Terrestrial Based Interceptors Alone Are Not Enough
Ground-based interceptors remain essential, but they are constrained by geography, interceptor placement, engagement windows, and trajectory limitations. Space-based interceptors, by contrast, offer persistence, wider-area coverage and earlier boost-phase engagement opportunities against maneuvering hypersonic and orbital threats. In other words, they are being developed precisely because the threat itself has increasingly become a space-based and space-to-ground threat.
This is why the argument that America should abandon space-based interceptors because they are not “perfect” misses the point entirely. The relevant question is not whether Golden Dome can stop every possible attack. The relevant question is whether the United States can afford to remain dependent on false assumptions such as “mutual vulnerability” while adversaries actively field systems intended to bypass our extremely limited, post-Cold War legacy missile warning and defense systems.
The Destabilization Argument on Missile Defenses No Longer Holds
The destabilization argument against missile defense is equally outdated. Critics warned the Strategic Defense Initiative would trigger an arms race. Today they argue Golden Dome will incentivize adversaries to expand missile inventories or develop countermeasures. But China and Russia are already doing exactly that despite decades of minimal American missile defense deployments and a lack of space-based defenses due to policy restrictions.

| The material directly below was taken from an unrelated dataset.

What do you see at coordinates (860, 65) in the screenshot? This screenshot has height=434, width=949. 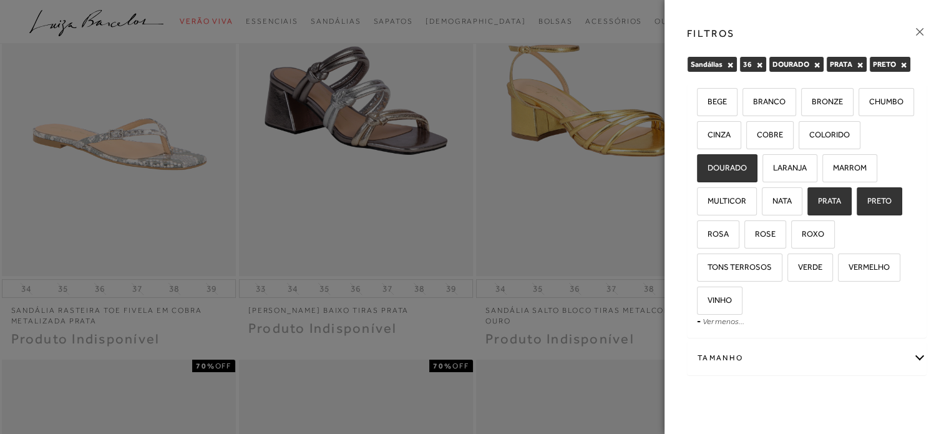 I see `button: PRATA Close` at bounding box center [860, 65].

China is rapidly expanding its nuclear arsenal, developing hypersonic weapons, and building sophisticated counterspace systems. Russia continues modernizing its nuclear triad and anti-satellite capabilities regardless of U.S. restraint. In fact, Chinese leaders have expressed that the very reason space forces are key to their own military strategy is because our lack of space-based weapons systems for defense creates a “soft ribs” by which they can gain advantage rapidly in a conflict. The notion that limiting American homeland defense programs will somehow moderate Chinese or Russian strategic ambitions has little empirical support.

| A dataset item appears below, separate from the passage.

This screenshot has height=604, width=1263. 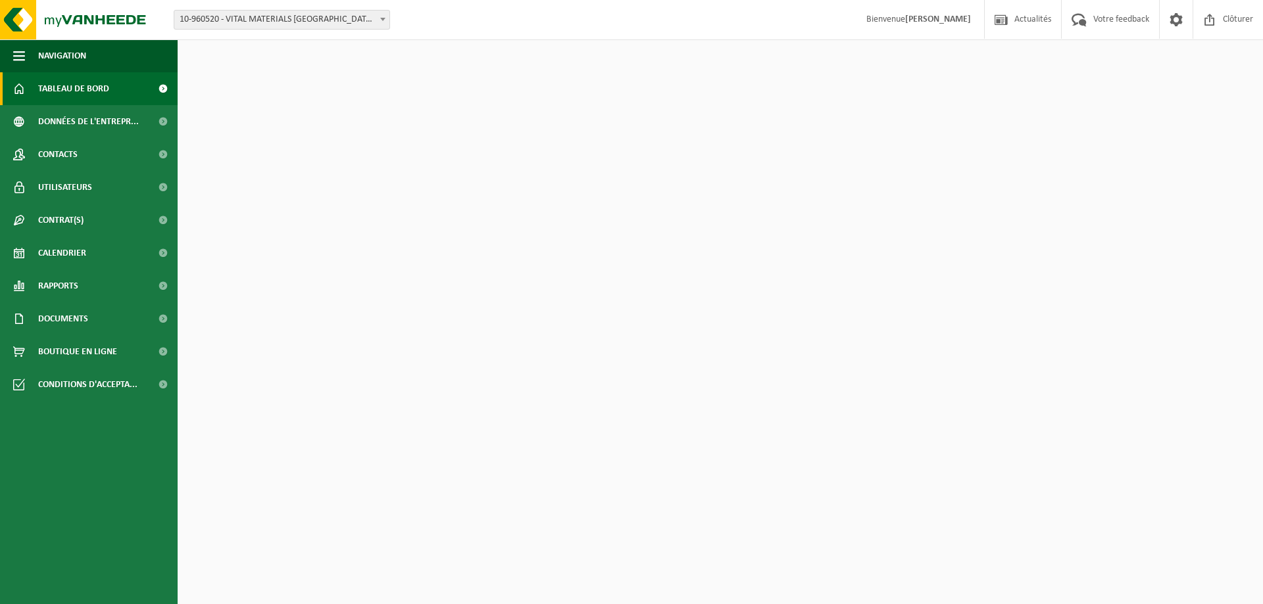 What do you see at coordinates (87, 385) in the screenshot?
I see `span: Conditions d'accepta...` at bounding box center [87, 385].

Conclusion: The Debate America Should Actually Have, on Golden Dome and the larger issues
Congress and policymakers should recognize what the CBO report actually is—and what it is not. It is not an assessment of the Golden Dome architecture currently being developed. It is not proof that space-based interceptors are technologically impossible. And it is not evidence that America should abandon homeland missile defense against emerging orbital, space-to-ground, and hypersonic missile threats.

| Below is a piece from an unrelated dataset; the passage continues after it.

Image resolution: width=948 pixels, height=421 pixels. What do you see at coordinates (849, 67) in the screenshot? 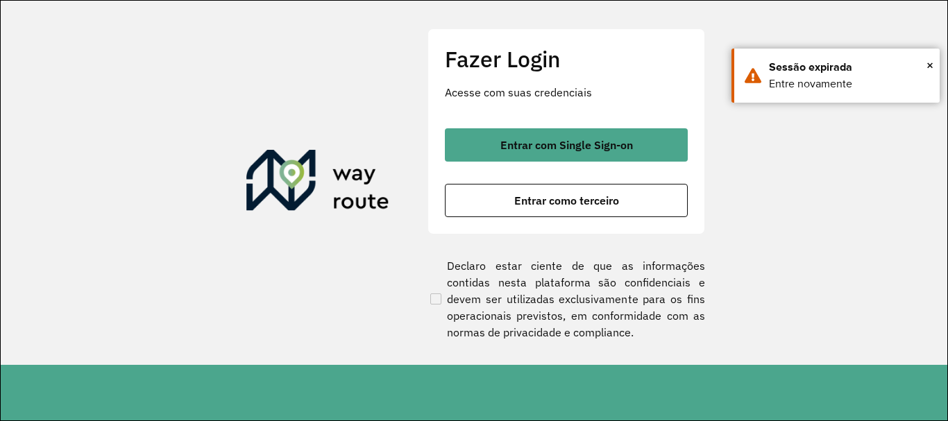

Rather, the report has become the latest vehicle for repeating familiar arguments that have delayed meaningful space-based missile defense for decades. The difference now is that the threat is no longer hypothetical—and America may finally have both the technology and political will to address it. We must address it and the Space Force must lead the way!
This article was originally published by RealClearDefense and made available via RealClearWire.
Christopher Stone previously served as Special Assistant to the Deputy Assistant Secretary of Defense for Space Policy (2018–2019). His insights and opinions reflect independent analysis of space deterrence challenges and do not reflect the opinions of the Department of War or United States Government.